Enron Corporate Governance Failure & Issues

Executive Summary

Enron Corporation is a good example of how corporate governance issues can make or break a company. This report focuses on various issues that apply to corporate governance and Enron. The report begins by offering pertinent background issues about Enron. The paper then uses these principles and standards of governance: auditing, accounting, governance institutions, and ethics. These principles are then used as the basis for a critical review of the practices and structures that apply to Enron Corporation. Finally, the report offers recommendations on how corporate governance issues at Enron can be sorted out.

Introduction

The Enron Corporation is an American based company that was first created in 1986. At one time, Enron was one of the biggest companies in the United States and also on global proportions. The company’s founder is Ken Lay and he sought to centralize his company on the oil business. Although Lay was the company’s founder, it was Jeff Skilling who propelled the company into new heights. Before filing for bankruptcy in 2001, Enron was the leading electricity and natural gas company in the world.

The company was also “a major supplier in major supplier of solar and wind renewable energy worldwide, managed the largest portfolio of natural gas-related risk management contracts in the world, and was one of the world’s biggest independent oil and gas exploration companies” (Vinten 2002).

The enormity of the company’s storage facilities served to reassure traders who were used to price shocks in the oil industry.
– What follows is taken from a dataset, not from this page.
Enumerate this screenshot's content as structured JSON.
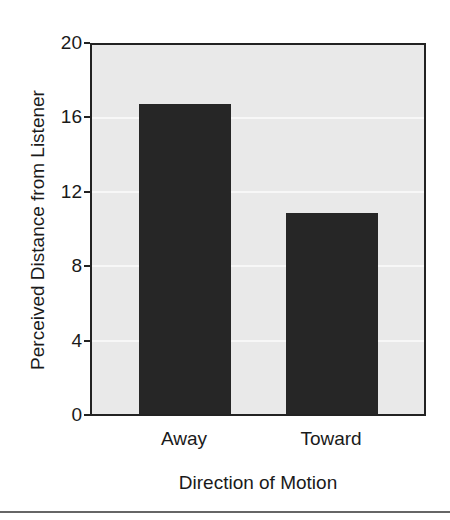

Enron’s operations expanded rapidly throughout the 1990s and they grew to include innovative products to include weather and gas futures. The company also had a global presence in areas such as Mumbai, South America, and China. Observers have pointed out that having a global reputation was important to the company’s unprecedented expansion. Nevertheless, Enron had a strong presence in the United States where it was one of the best-performing companies at the stock exchange. Skilling is the most prominent personality in Enron’s early expansion drive.

By the year 2000, the Enron’s Board of Directors had above-average expertise and it includes ethical, legal, economic, and political experts. Although Skilling and Lay were the most prominent personalities in the board, there was an addition of fifteen directors with an experience of over one hundred years of board oversight. This essay analyses the corporate governance issues that apply to Enron specifically the events that led the company to file for bankruptcy in 2001. The company’s Board of Directors plays a central role in regards to upholding key governance institutions and practices.

Company Background

By the beginning of 1998, Enron had already grown to epic proportions through the strategic acquisition of related companies. Consequently, Enron Capital and Trade Resources became the biggest gas and electricity trader in the world. The company’s revenue also rose from a gross of two billion to seven billion dollars. The company also had a market presence in over 40 countries around the world. Skilling’s massive expansion drive and his label of Enron as a ‘wholesaler’ meant the company could trade in any commodity and not just electricity and gas. Nevertheless, Enron’s rapid expansion was relatively premature and the company was struggling to fund it.

The company’s executives relied on competitive Enron share prices to facilitate off-the-book financing activities. Unconventional accounting practices were also used to keep Enron at the top albeit undeservedly. For instance, “the use of mark to the market valuation on contracts produced artificially large earnings, disguising for some years underlying poor profitability in major parts of the business” (Dembinski 2005).

With time, Enron began getting into cash flow problems mainly because the company was spending extravagantly while its newly acquired ventures were yet to be profitable. Soon, financial experts began to question the corporation’s profitability and these concerns were followed by a collapse of the company. The company’s share prices fell sharply, its credit rating plummeted, and in 2001, the company filed for the biggest bankruptcy in history. Enron’s collapse also took down its auditing partners who were the main enablers in the company’s illicit financial practices.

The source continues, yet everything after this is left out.